It’s not that the discussion of class in relation to the election has been particularly interesting or revealing. Americans, especially political pundits, still fumble around with what class means and how it can or should be defined. And one would be hard-pressed to find anything even close to or informed by a particularly Marxian notion of class in the many books, articles, and columns that have appeared in recent years.

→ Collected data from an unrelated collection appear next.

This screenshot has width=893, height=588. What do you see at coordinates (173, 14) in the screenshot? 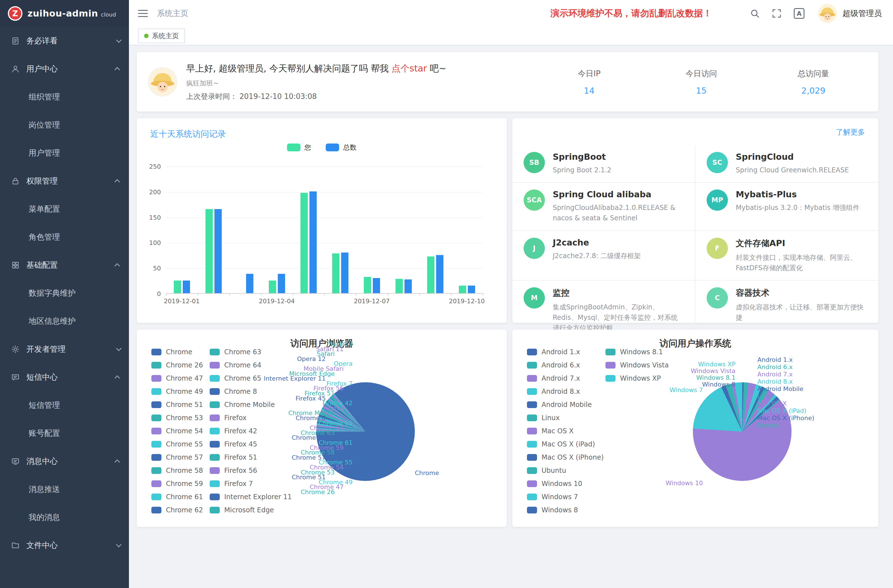
I see `breadcrumb: 系统主页` at bounding box center [173, 14].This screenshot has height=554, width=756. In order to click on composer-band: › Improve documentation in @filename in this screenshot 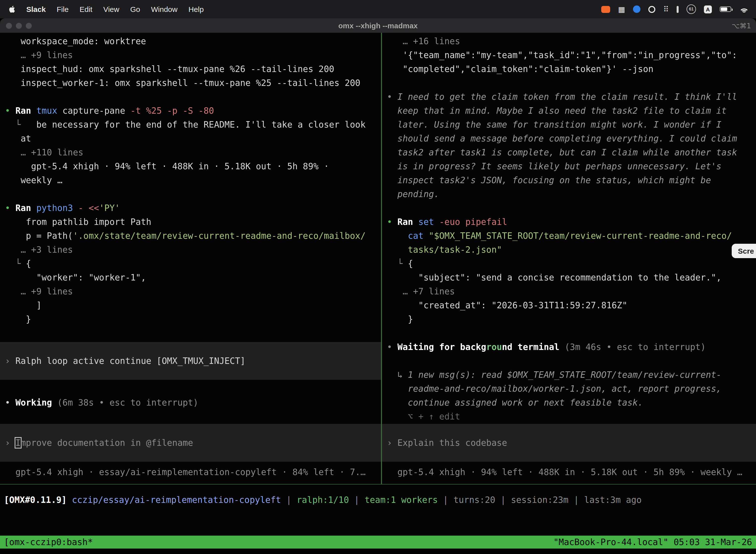, I will do `click(190, 443)`.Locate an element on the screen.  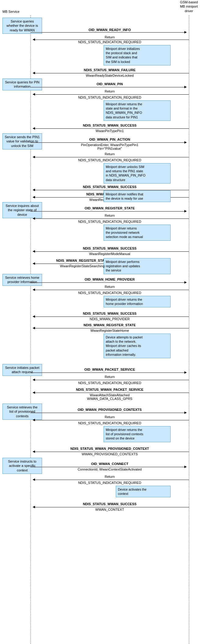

So, while I move ahead with my own analysis of the class conditions leading up to Trump’s victory and the class implications of Trumponomics, I thought it would be useful for readers to list in one place references (in chronological order, from oldest to newest) to some of the pieces I’ve written (pertaining only to the United States) over the course of the past couple of years.

Class wars

“There are more—many, many times more—working-class Americans than there are folks at the top of the income pyramid”

Health and class

Race and class

A coming class war?

Class and children

Class and the Goldilocks principle

Class warfare—Democratic and Republican style

Trump and trade

What’s class got to do with it?

Middle-class nation?

Generation screwed—and working-class

Vicious cycle of class inequality and segregation

“Capitalism is the legitimate racket of the ruling class”

Class politics

Middle-class cities?

Class myths

Higher education for the working-class

Flat or falling

Class struggles in America

What about the white working-class?

Condition of the working-class in the United States

Institutions and inequality

Feminism and class politics

Blame globalization?

Mainstream economists, globalization, and Trump

To be clear (as I’ve written many times before), I don’t think one can or should reduce the election to class—to attempt to explain its conditions and consequences only or even primarily in terms of class. That would be a serious mistake. But it would be equally mistaken to ignore or overlook class in attempting to make sense of what is going on right now in the United States.